The election, am I right? I’m not writing this to advocate for one position or the other. It’s approaching that wonderful time of year, so this is a general airing of grievances. Whether or not you joined the Trump Train, listen up!
To conservatives: No, campuses are not turning into oversized daycares. No, liberals are not crying because their candidate lost. I know what “upset because your team lost” looks like. I’m a San Diego Chargers fan. They’re not upset because your candidate won. They’re scared because your candidate won. That emotion you see “” that you mock “” is fear. I could talk about all the things that Trump said or did to inspire such fear, but you know very well what I’m talking about. You hedged against the negative, and voted for him anyway.
Instead, I’ll tell you a quick story. The morning after the election, I came into class and saw one of my friends in tears. She calmed down long enough to tell me what was happening. You see, her mother grew up in Paraguay, under the rule of the fascist dictator Alfredo Stroessner. His three greatest hits: ordering the wholesale genocide of the native Aché people, torturing dissidents and then mailing tapes of their recorded screams to those dissidents’ family members and listening on the telephone while the other end was held to the execution of a major communist political opponent. Oh, yes, and this man was executed with a chainsaw! My friend’s mom saw enough similarity between Alfredo Stroessner and Donald Trump that she called her daughter the morning after the election, and told her everything she did to survive the Stroessner regime. This woman lived through a fascist dictatorship. She knows what they look like more than most people. And she felt echoes of that man in the very same person we elected president.
Liberals. Don’t think I’ve forgotten you. You call Trump supporters racist. They fire back by insisting that they voted for the man in spite of all the exhibited bigotry. Did you ever stop and think what could compel people to vote for a man in spite of that? This was an outcry from an oft-overlooked, systematically disenfranchised group of Americans: rural, white Americans. These are people that live with crushing poverty, a heroin epidemic and a suicide rate nearly double that of city-dwellers. They felt the economic floor drop out from under them, then felt a slow to non-existent recovery. They represent one of pop culture’s last acceptable stereotypes. Go ahead and think of a movie or TV show that doesn’t portray country folks as the punchline in a fish-out-of-water or a bunch of inbred, murder-crazed yokels. Find one piece of popular culture where the protagonist doesn’t wish to escape a rural lifestyle.
So, your punchline felt so marginalized by the system that they overwhelmingly voted for a man that violently bucked systematic convention. That’s right, my blue-and-green friends. You elected Donald Trump. You ignored the concerns of white rural Americans for so long and with such gusto that they felt they had had no choice but to, as author Jason Pargin puts it, “throw a brick through the window.” Whenever a white person raised concerns, no time was spent assessing the validity of the concern. Instead, the common response was to immediately shut them down with accusations that they could never know real hardship because they still possessed the favored skin color. Yes, systemic, institutionalized discrimination against people of color, LGBTQ people and other equally-important marginalized groups still very much exists. I’m not attempting to compare magnitude of hardship between identity groups. I’m saying both happen, and you could have addressed both. You didn’t have to dismiss the plight of rural America. Now fix it and do both. Sympathy is not a zero-sum game. You tried to play it that way, and you lost.
Conor Young is a senior biology major with a minor in religion.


* [Exercise objective]: Look for the string "this" in the data below, and copy each line that holds it.

Records excerpted from a collection:

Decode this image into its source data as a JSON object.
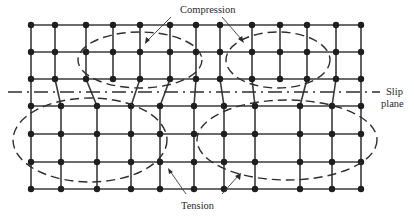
{
  "figure": {
    "type": "crystal-lattice-dislocation-diagram",
    "labels": {
      "compression": "Compression",
      "tension": "Tension",
      "slip_plane_line1": "Slip",
      "slip_plane_line2": "plane"
    },
    "colors": {
      "background": "#ffffff",
      "lines": "#3a3a3a",
      "nodes": "#1e1e1e"
    },
    "slip_plane_y": 92,
    "upper_rows": {
      "y": [
        25,
        52,
        79
      ],
      "node_x": [
        31,
        55,
        86,
        113,
        140,
        170,
        196,
        220,
        252,
        280,
        307,
        336,
        361
      ],
      "node_count_per_row": 13
    },
    "lower_rows": {
      "y": [
        106,
        134,
        162,
        189
      ],
      "node_x": [
        31,
        61,
        97,
        131,
        160,
        194,
        224,
        255,
        300,
        332,
        361
      ],
      "node_count_per_row": 11
    },
    "compression_zones": [
      {
        "cx": 140,
        "cy": 60,
        "rx": 62,
        "ry": 28
      },
      {
        "cx": 278,
        "cy": 60,
        "rx": 52,
        "ry": 28
      }
    ],
    "tension_zones": [
      {
        "cx": 90,
        "cy": 140,
        "rx": 77,
        "ry": 42
      },
      {
        "cx": 287,
        "cy": 140,
        "rx": 90,
        "ry": 40
      }
    ]
  }
}
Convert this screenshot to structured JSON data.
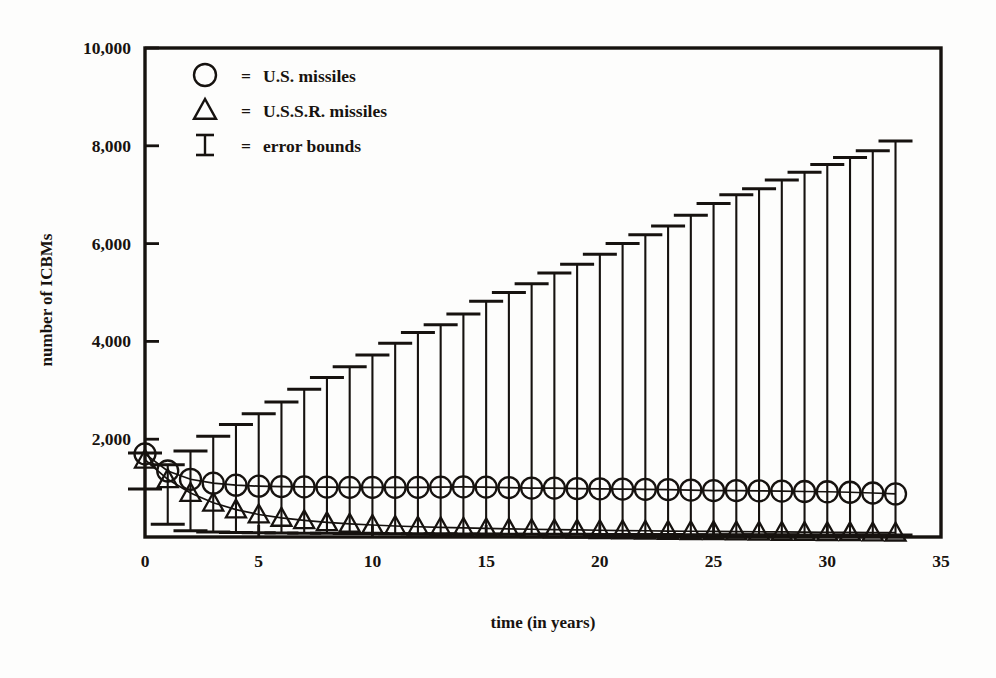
{
  "figure": {
    "background_color": "#fdfdfc",
    "ink_color": "#16120f"
  },
  "chart_data": {
    "type": "line",
    "title": "",
    "subtitle": "",
    "xlabel": "time (in years)",
    "ylabel": "number of ICBMs",
    "xlim": [
      0,
      35
    ],
    "ylim": [
      0,
      10000
    ],
    "xticks": [
      0,
      5,
      10,
      15,
      20,
      25,
      30,
      35
    ],
    "xticklabels": [
      "0",
      "5",
      "10",
      "15",
      "20",
      "25",
      "30",
      "35"
    ],
    "yticks": [
      0,
      2000,
      4000,
      6000,
      8000,
      10000
    ],
    "yticklabels": [
      "0",
      "2,000",
      "4,000",
      "6,000",
      "8,000",
      "10,000"
    ],
    "grid": false,
    "frame": "box",
    "legend": {
      "position": "top-left-inside",
      "entries": [
        {
          "marker": "circle-open",
          "separator": "=",
          "label": "U.S. missiles"
        },
        {
          "marker": "triangle-open",
          "separator": "=",
          "label": "U.S.S.R. missiles"
        },
        {
          "marker": "error-bar-ibeam",
          "separator": "=",
          "label": "error bounds"
        }
      ]
    },
    "x": [
      0,
      1,
      2,
      3,
      4,
      5,
      6,
      7,
      8,
      9,
      10,
      11,
      12,
      13,
      14,
      15,
      16,
      17,
      18,
      19,
      20,
      21,
      22,
      23,
      24,
      25,
      26,
      27,
      28,
      29,
      30,
      31,
      32,
      33
    ],
    "series": [
      {
        "name": "U.S. missiles",
        "marker": "circle-open",
        "values": [
          1700,
          1350,
          1180,
          1100,
          1060,
          1040,
          1030,
          1025,
          1020,
          1015,
          1015,
          1015,
          1015,
          1020,
          1025,
          1020,
          1010,
          1000,
          1000,
          990,
          985,
          980,
          975,
          970,
          960,
          950,
          950,
          945,
          940,
          930,
          925,
          915,
          900,
          880
        ]
      },
      {
        "name": "U.S.S.R. missiles",
        "marker": "triangle-open",
        "values": [
          1580,
          1180,
          900,
          700,
          560,
          460,
          390,
          340,
          300,
          270,
          245,
          225,
          210,
          195,
          185,
          175,
          165,
          158,
          150,
          145,
          138,
          132,
          128,
          122,
          118,
          115,
          110,
          107,
          103,
          100,
          97,
          94,
          90,
          88
        ]
      }
    ],
    "error_bounds": {
      "name": "error bounds",
      "lower": [
        980,
        260,
        130,
        100,
        90,
        85,
        80,
        78,
        75,
        72,
        70,
        68,
        66,
        64,
        62,
        60,
        58,
        56,
        55,
        54,
        52,
        51,
        50,
        49,
        48,
        47,
        46,
        45,
        44,
        43,
        42,
        41,
        40,
        40
      ],
      "upper": [
        1720,
        1480,
        1760,
        2060,
        2300,
        2520,
        2760,
        3020,
        3260,
        3480,
        3720,
        3960,
        4180,
        4340,
        4560,
        4820,
        5000,
        5180,
        5400,
        5580,
        5780,
        6000,
        6180,
        6360,
        6580,
        6820,
        7000,
        7120,
        7300,
        7460,
        7620,
        7760,
        7900,
        8100
      ]
    }
  }
}
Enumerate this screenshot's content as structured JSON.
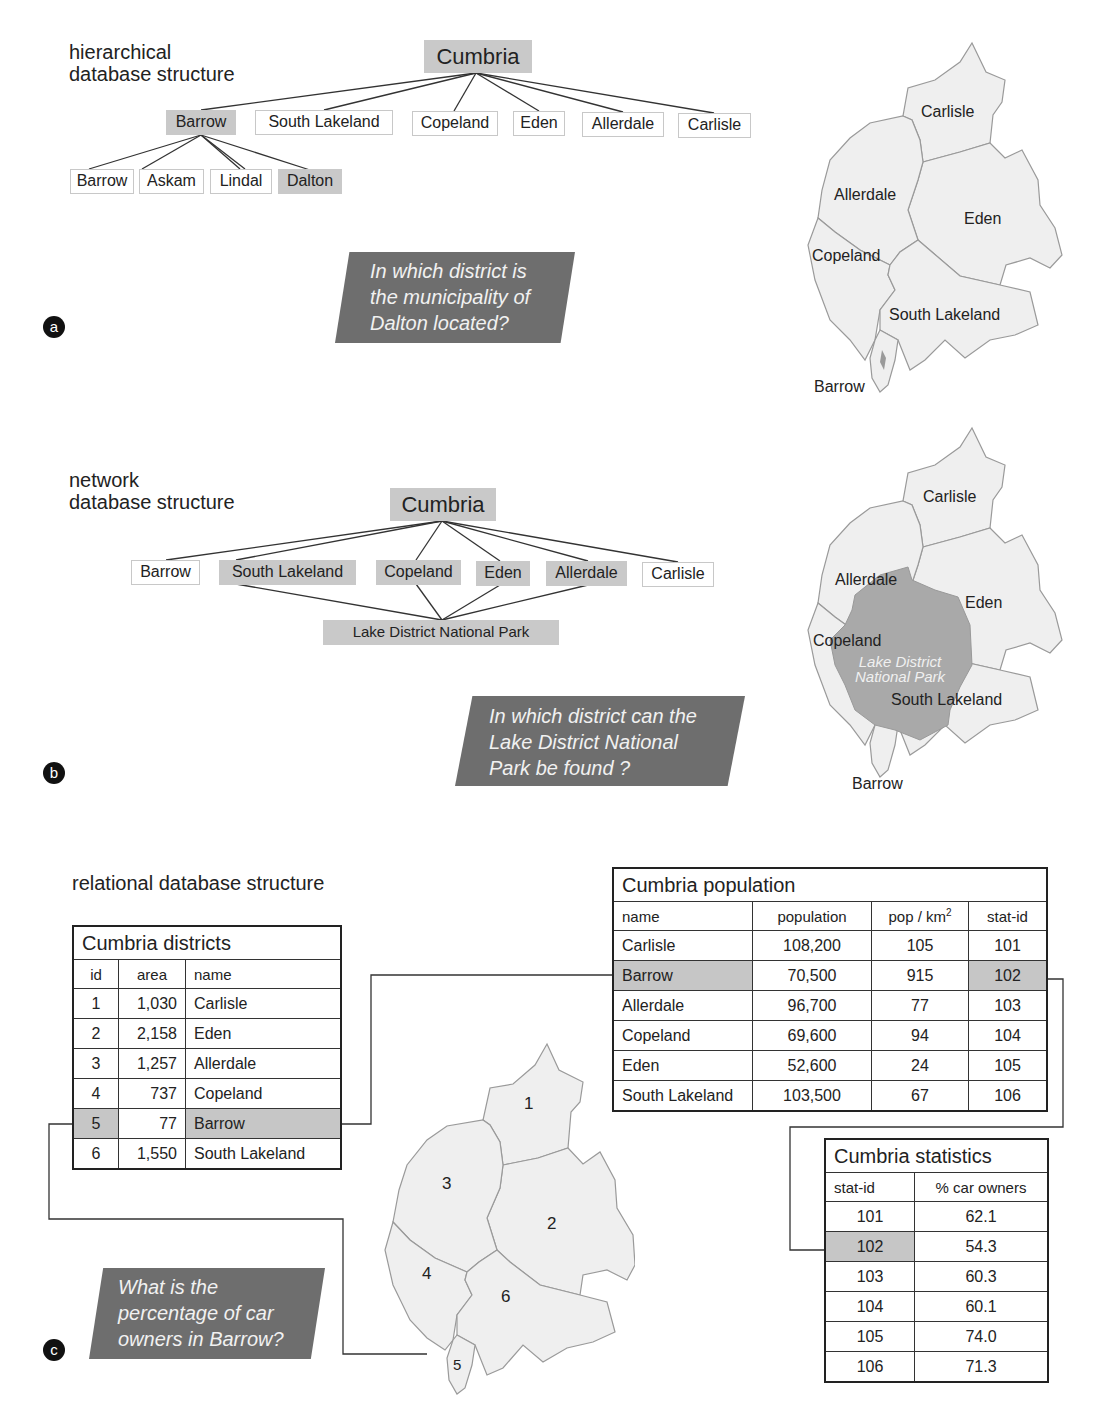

* [Your solution]:
Decode this image into its source data as a JSON object.
Convert this screenshot to structured JSON data.
Enumerate this screenshot's content as structured JSON.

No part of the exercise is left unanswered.